The soaring energy needs of AI have increasingly come under scrutiny. As tech companies race to build more and bigger data centers to support AI, industry watchers have raised concerns about straining power grids and raising energy costs for consumers. A Bloomberg investigation in September found that wholesale electricity prices rose as much as 267% over the past five years in areas near data centers. There are also environmental drawbacks, as Microsoft, Google and Amazon.com Inc. have previously acknowledged the data center buildout could complicate their long-term climate objectives

More than a year ago, OpenAI released its first reasoning model, called o1. Where its prior software replied almost instantly to queries, o1 spent more time computing an answer before responding. Many other AI companies have since released similar systems, with the goal of solving more complex multistep problems for fields like science, math and coding.

Though reasoning systems have quickly become the industry norm for carrying out more complicated tasks, there has been little research into their energy demands. Much of the increase in power consumption is due to reasoning models generating much more text when responding, the researchers said. 

The new report aims to better understand how AI energy needs are evolving, Luccioni said. She also hopes it helps people better understand that there are different types of AI models suited to different actions. Not every query requires tapping the most computationally intensive AI reasoning systems.
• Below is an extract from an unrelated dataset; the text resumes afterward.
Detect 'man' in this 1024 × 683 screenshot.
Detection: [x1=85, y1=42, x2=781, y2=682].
“We should be smarter about the way that we use AI,” Luccioni said. “Choosing the right model for the right task is important.”
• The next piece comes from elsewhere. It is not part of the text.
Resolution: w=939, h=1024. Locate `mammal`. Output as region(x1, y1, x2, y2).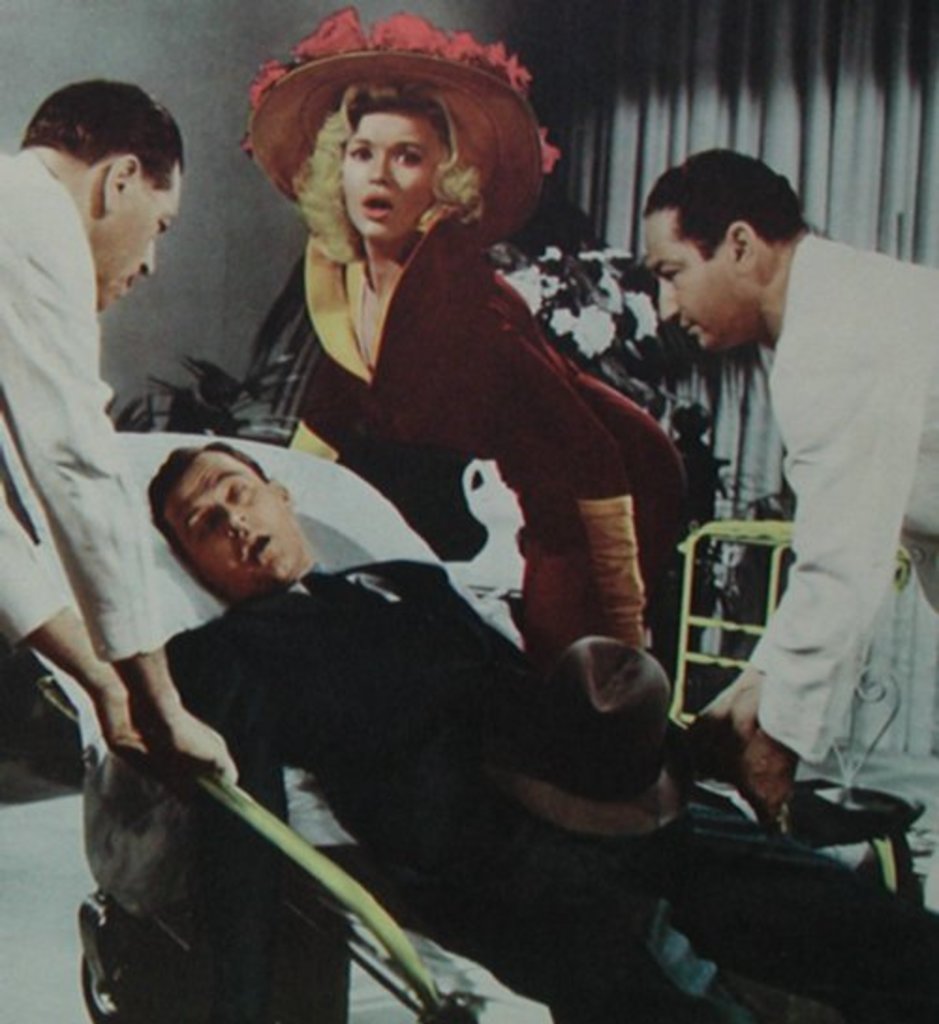
region(640, 139, 937, 810).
To test the difference in power use, the researchers ran all the models on the same computer hardware. They used the same prompts for each, ranging from simple questions — such as asking which team won the Super Bowl in a particular year — to more complex math problems. They also used a software tool called CodeCarbon to track how much energy was being consumed in real time.

The results varied considerably. The researchers found one of Microsoft’s Phi 4 reasoning models used 9,462 watt hours with reasoning turned on, compared with about 18 watt hours with it off. OpenAI’s largest gpt-oss model, meanwhile, had a less stark difference. It used 8,504 watt hours with reasoning on the most computationally intensive “high” setting and 5,313 watt hours with the setting turned down to “low.” 

OpenAI, Microsoft, Google and DeepSeek did not immediately respond to a request for comment.

Google released internal research in August that estimated the median text prompt for its Gemini AI service used 0.24 watt-hours of energy, roughly equal to watching TV for less than nine seconds. Google said that figure was “substantially lower than many public estimates.” 

Much of the discussion about AI power consumption has focused on large-scale facilities set up to train artificial intelligence systems. Increasingly, however, tech firms are shifting more resources to inference, or the process of running AI systems after they’ve been trained. The push toward reasoning models is a big piece of that as these systems are more reliant on inference.

Recently, some tech leaders have acknowledged that AI’s power draw needs to be reckoned with. Microsoft CEO Satya Nadella said the industry must earn the “social permission to consume energy” for AI data centers in a November interview. To do that, he argued tech must use AI to do good and foster broad economic growth.